A Queensland service provider seeks resellers for a new internet-based service that enables users to use telephones to receive calls and take orders from online shoppers.
Doreen Acworth, CEO of clickcalling, said the service allowed business or private users to advertise online without having a computer, internet connection or domain name.
“They place their advertisement, from a little block to a whole page [in size], and we connect the advertisement to the land line, mobile or IP phone at their physical business or home,” she said.
The business could take calls, make sales and take payment over the phone without having to be connected to the internet. “It works perfectly for an eBay-type sales environment as well as a retail or services business,” Acworth said.
The service could also prove useful in social services. For example, the product could be deployed in public booths or kiosks, containing a screen, speaker or video, and allow children – such as runaways – without any money for a call to anonymously contact their parents to reassure them they were safe, Acworth said.
“Once the password is accepted the call is placed to the registered telephone of the parent or guardian. The number is invisible and the caller ID is not retained,” she said.
Clickcalling was canvassing the idea with various child support agencies, Acworth added.
“Travellers overseas won't need to carry a phone or pay hotel surcharges on calls, just access the internet from airport, library or hotel to make a call from their link on clickcalling,” she said. “No purchases or black boxes [are required].”
The 'clickcalling' service was basically an interactive website. However, clickcalling was using its own patented communications unifying technology to provide the service, Acworth added.
She said her company Nascomms had tried fruitlessly to interest certain IT “monopoly groups” in the technology.
However, Nascomms had become aware there were many small Australian businesses with a telephone number but no internet presence, she said.
“These businesses, many of which are family-run, are therefore not able to access the quoted 6.5 percent income generated from online shopping,” Acworth said. “This is expected to increase to 16 percent in three years, according to Francesca Saccaro from NSW's Department of Education and Training.”
Many websites focused on internet marketing but none targeted the issues of businesses that operated from a small or home office with no internet connection, she maintained.
clickcalling had gone live this month and already attracted inquiries from potential franchisers and resellers, Acworth said.
“The first of these, at the paperwork stage, is a South African company in Johannesburg that will act as an agent or channel partner through its established customer base, and a software group in the US who will provide communication software custom-branded for advertisers,” Acworth said.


**Exercise**
In the listing that follows, how many lines include the word "observer"? Only the number is wanted.

**Given data**
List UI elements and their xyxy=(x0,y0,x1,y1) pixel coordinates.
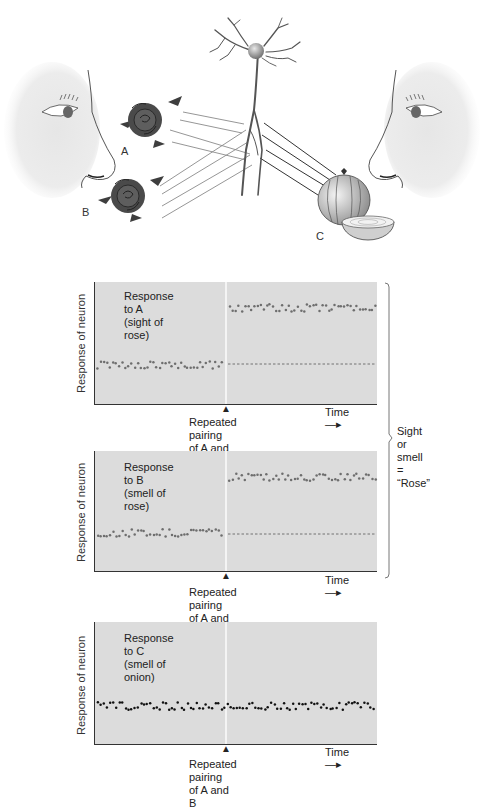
panel-c-pairing-annotation: Repeated pairing of A and B xyxy=(189,758,237,810)
panel-c-x-label: Time —▸ xyxy=(325,746,349,771)
panel-c-title: Response to C (smell of onion) xyxy=(124,632,174,684)
arrow-right-icon: —▸ xyxy=(325,758,342,770)
panel-c-y-label: Response of neuron xyxy=(75,636,87,735)
pairing-arrow-icon: ▲ xyxy=(221,744,231,754)
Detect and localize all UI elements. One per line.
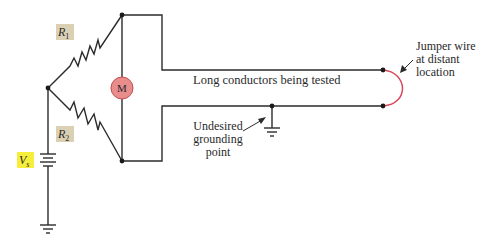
svg-text:Jumper wire: Jumper wire: [416, 39, 476, 53]
motor-meter: M: [111, 77, 133, 99]
ground-note: Undesired grounding point: [193, 117, 266, 159]
svg-text:point: point: [206, 145, 231, 159]
r2-label: R2: [56, 126, 74, 143]
jumper-wire: [383, 70, 403, 106]
jumper-note: Jumper wire at distant location: [400, 39, 476, 79]
r1-label: R1: [56, 24, 74, 41]
svg-text:at distant: at distant: [416, 52, 460, 66]
conductors-label: Long conductors being tested: [193, 73, 341, 87]
motor-label: M: [117, 82, 127, 94]
node-left: [46, 86, 51, 91]
node-ground: [270, 104, 275, 109]
vs-label: Vs: [17, 152, 34, 169]
undesired-ground: [264, 106, 280, 136]
jumper-arrow-head: [400, 65, 407, 73]
svg-text:grounding: grounding: [193, 132, 242, 146]
battery-branch: [40, 88, 56, 233]
svg-text:location: location: [416, 65, 455, 79]
svg-text:Undesired: Undesired: [193, 119, 242, 133]
circuit-diagram: M R1 R2 Vs Long conductors: [0, 0, 500, 250]
ground-arrow: [243, 120, 262, 131]
node-right-top: [381, 68, 386, 73]
node-right-bottom: [381, 104, 386, 109]
node-top: [120, 13, 125, 18]
ground-arrow-head: [258, 117, 266, 124]
node-bottom: [120, 159, 125, 164]
resistor-r2: [48, 88, 122, 161]
top-conductor: [122, 15, 383, 70]
bottom-conductor: [122, 106, 383, 161]
ground-icon: [40, 225, 56, 233]
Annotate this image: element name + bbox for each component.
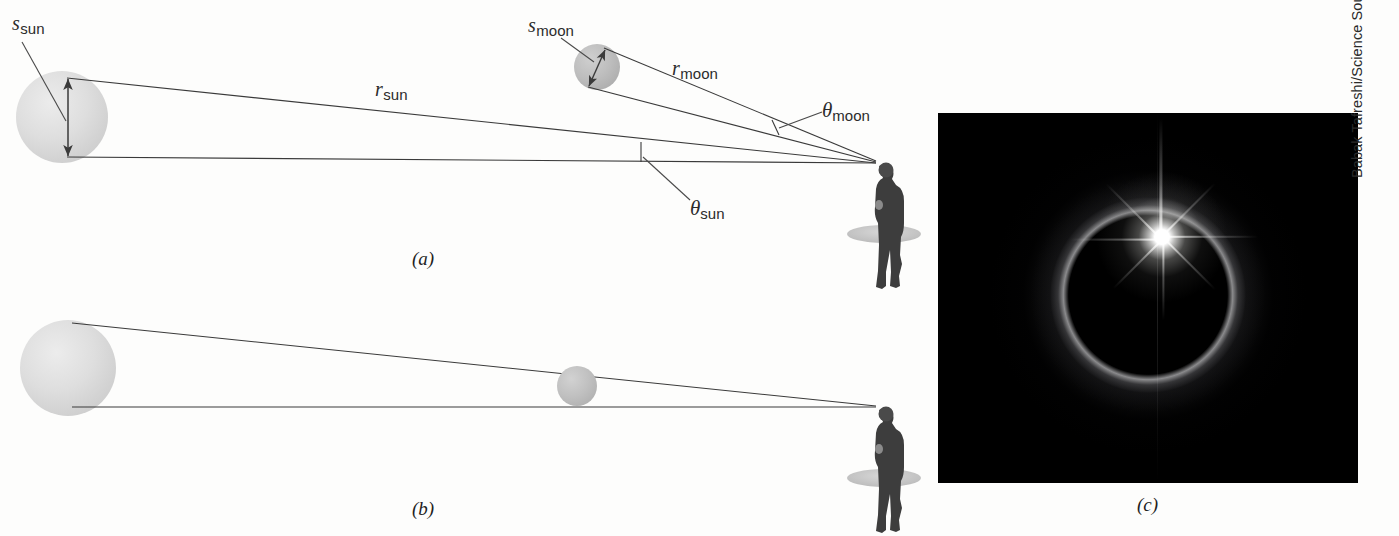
sun-sphere-panel-b: [20, 320, 116, 416]
label-s-moon: smoon: [528, 14, 574, 39]
photo-credit: Babak Tafreshi/Science Source: [1349, 0, 1365, 178]
panel-b-diagram: [20, 320, 921, 533]
observer-head-b: [879, 407, 894, 422]
panel-label-a: (a): [412, 248, 434, 270]
observer-body-b: [875, 408, 904, 533]
observer-body-a: [875, 164, 904, 289]
sun-ray-upper: [67, 78, 876, 163]
sun-ray-upper-b: [72, 323, 876, 406]
label-theta-sun: θsun: [690, 196, 725, 222]
theta-moon-arc: [772, 120, 779, 135]
theta-sun-leader: [643, 157, 690, 200]
theta-moon-leader: [779, 112, 822, 128]
sun-ray-lower: [67, 157, 876, 163]
observer-figure-panel-a: [847, 163, 921, 290]
label-theta-moon: θmoon: [822, 98, 870, 124]
label-r-sun: rsun: [375, 78, 407, 103]
panel-label-b: (b): [412, 498, 434, 520]
observer-hand-b: [875, 444, 883, 454]
observer-head-a: [879, 163, 894, 178]
diamond-ring-flare: [1087, 162, 1237, 312]
observer-figure-panel-b: [847, 407, 921, 534]
label-r-moon: rmoon: [672, 57, 718, 82]
panel-a-diagram: [16, 38, 921, 289]
observer-hand-a: [875, 200, 883, 210]
sun-sphere-panel-a: [16, 71, 108, 163]
label-s-sun: ssun: [12, 12, 44, 37]
moon-sphere-panel-b: [557, 366, 597, 406]
panel-label-c: (c): [1137, 494, 1158, 516]
eclipse-photograph: [938, 113, 1358, 483]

**Answer for the task**
8